Python – The polar graph problem in Python without taking angles into account

The polar graph problem in Python without taking angles into account… here is a solution to the problem.

The polar graph problem in Python without taking angles into account

I’m having some issues working with polar plots. The graph I should get is a figure-eight (some of my friends plot the data in Origin and Excel and it does work), but it looks like the code isn’t written well. By looking at the graph, I see that the code doesn’t take into account the angles (theta arrays) I’m writing, but I don’t know why that’s the case. I’ve tried more code and written angular in radians, but nothing seems to work.

import numpy as np
import matplotlib.pyplot as plt
from pylab import *
import matplotlib.pyplot as plt
from pylab import *
import numpy as np

r = np.array([11.7,12.1,10.1,6.6,3.1,1.5,2.3,5.2,
8.7,11.5,12,10.1,6.6,3.3,1.5,2.3,5.3,9.2,11.9])

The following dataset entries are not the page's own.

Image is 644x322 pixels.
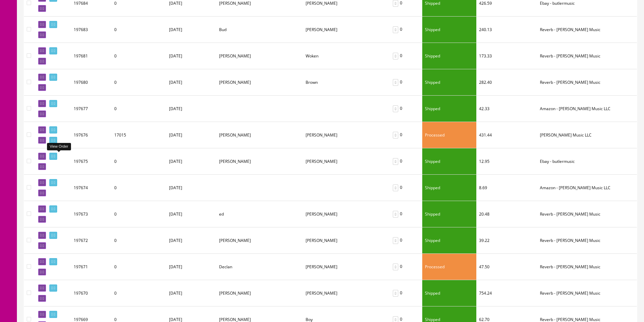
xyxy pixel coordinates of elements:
[476,148,537,175] td: 12.95
[476,96,537,122] td: 42.33
[422,69,476,96] td: Shipped
[111,227,166,254] td: 0
[166,122,216,148] td: [DATE]
[537,201,637,227] td: Reverb - Butler Music
[71,69,111,96] td: 197680
[388,227,422,254] td: 0
[422,254,476,280] td: Processed
[71,227,111,254] td: 197672
[303,43,388,69] td: Woken
[388,280,422,307] td: 0
[303,227,388,254] td: Rabinowitz
[476,16,537,43] td: 240.13
[388,175,422,201] td: 0
[422,43,476,69] td: Shipped
[537,69,637,96] td: Reverb - Butler Music
[422,16,476,43] td: Shipped
[537,96,637,122] td: Amazon - Butler Music LLC
[71,201,111,227] td: 197673
[476,254,537,280] td: 47.50
[111,122,166,148] td: 17015
[216,201,303,227] td: ed
[476,227,537,254] td: 39.22
[216,280,303,307] td: Jason
[111,254,166,280] td: 0
[166,201,216,227] td: [DATE]
[216,254,303,280] td: Declan
[303,148,388,175] td: Whitehead-Jennings
[537,175,637,201] td: Amazon - Butler Music LLC
[111,43,166,69] td: 0
[111,280,166,307] td: 0
[388,96,422,122] td: 0
[71,43,111,69] td: 197681
[537,227,637,254] td: Reverb - Butler Music
[166,69,216,96] td: [DATE]
[303,16,388,43] td: Jones
[216,122,303,148] td: Laurene
[216,227,303,254] td: Noah
[388,201,422,227] td: 0
[216,69,303,96] td: Stacey
[71,122,111,148] td: 197676
[47,143,71,150] div: View Order
[216,43,303,69] td: Jason
[422,280,476,307] td: Shipped
[537,43,637,69] td: Reverb - Butler Music
[111,175,166,201] td: 0
[303,254,388,280] td: Seeley
[388,16,422,43] td: 0
[71,175,111,201] td: 197674
[476,122,537,148] td: 431.44
[166,254,216,280] td: [DATE]
[422,148,476,175] td: Shipped
[303,280,388,307] td: Andrews
[422,122,476,148] td: Processed
[111,148,166,175] td: 0
[422,227,476,254] td: Shipped
[216,16,303,43] td: Bud
[422,96,476,122] td: Shipped
[111,69,166,96] td: 0
[476,201,537,227] td: 20.48
[166,43,216,69] td: [DATE]
[166,16,216,43] td: [DATE]
[476,175,537,201] td: 8.69
[537,280,637,307] td: Reverb - Butler Music
[388,122,422,148] td: 0
[71,148,111,175] td: 197675
[166,175,216,201] td: [DATE]
[388,148,422,175] td: 0
[71,96,111,122] td: 197677
[537,16,637,43] td: Reverb - Butler Music
[166,280,216,307] td: [DATE]
[71,16,111,43] td: 197683
[476,280,537,307] td: 754.24
[303,122,388,148] td: Kerwin
[422,175,476,201] td: Shipped
[111,201,166,227] td: 0
[166,96,216,122] td: [DATE]
[303,201,388,227] td: wolleson
[422,201,476,227] td: Shipped
[476,43,537,69] td: 173.33
[216,148,303,175] td: Elizabeth
[71,280,111,307] td: 197670
[303,69,388,96] td: Brown
[166,148,216,175] td: [DATE]
[388,43,422,69] td: 0
[388,69,422,96] td: 0
[537,254,637,280] td: Reverb - Butler Music
[166,227,216,254] td: [DATE]
[476,69,537,96] td: 282.40
[111,96,166,122] td: 0
[71,254,111,280] td: 197671
[537,122,637,148] td: Butler Music LLC
[388,254,422,280] td: 0
[537,148,637,175] td: Ebay - butlermusic
[111,16,166,43] td: 0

theta =np.array([0,20,40,60,80,100,120,140,160,180,
200,220,240,260,280,300,320,340,360])

ax = plt.subplot(111, projection='polar')
ax.plot(theta,r)
ax.set_rmax(13)
ax.set_rticks([2,4,6,8,10,12])  # less radial ticks
ax.set_rlabel_position(-40)  # get radial labels away from plotted line
ax.grid(True)

ax.set_title("A line plot on a polar axis", va='bottom')
plt.show()

I’ve tried this too:

r3 = np.array([11.7,12.1,10.1,6.6,3.1,1.5,2.3,5.2,
8.7,11.5,12,10.1,6.6,3.3,1.5,2.3,5.3,9.2,11.9])

theta3 =np.array([0,20,40,60,80,100,120,140,160,180,
200,220,240,260,280,300,320,340,360])

fig = plt.figure()
ax = fig.add_subplot(111, projection='polar')
c = ax.scatter(theta3, r3)

Solution

Counterintuitively, while a polar plot shows its theta axis in degrees, it actually expects coordinates to be measured in radians:

import numpy as np
import matplotlib.pyplot as plt

r = np.array([11.7,12.1,10.1,6.6,3.1,1.5,2.3,5.2,
              8.7,11.5,12,10.1,6.6,3.3,1.5,2.3,5.3,9.2,11.9])

theta =np.array([0,20,40,60,80,100,120,140,160,180,
                 200,220,240,260,280,300,320,340,360], dtype=float) # making sure it is float
# convert to radians
# theta *= np.pi/180.
theta = np.deg2rad(theta)

ax = plt.subplot(111, projection='polar')
ax.plot(theta,r)
ax.grid(True)

ax.set_title("A line plot on a polar axis", va='bottom')
plt.show()

enter image description here

I didn’t manage to find anywhere in the documentation that explicitly states this (only examples done correctly).

The strange picture you get comes from the fact that all values above 2pi fold back into the range of 0…2pi. So for example, 20 % 2pi = 1.15, which is about 65 degrees after conversion, which is the actual position of the second value in your plot.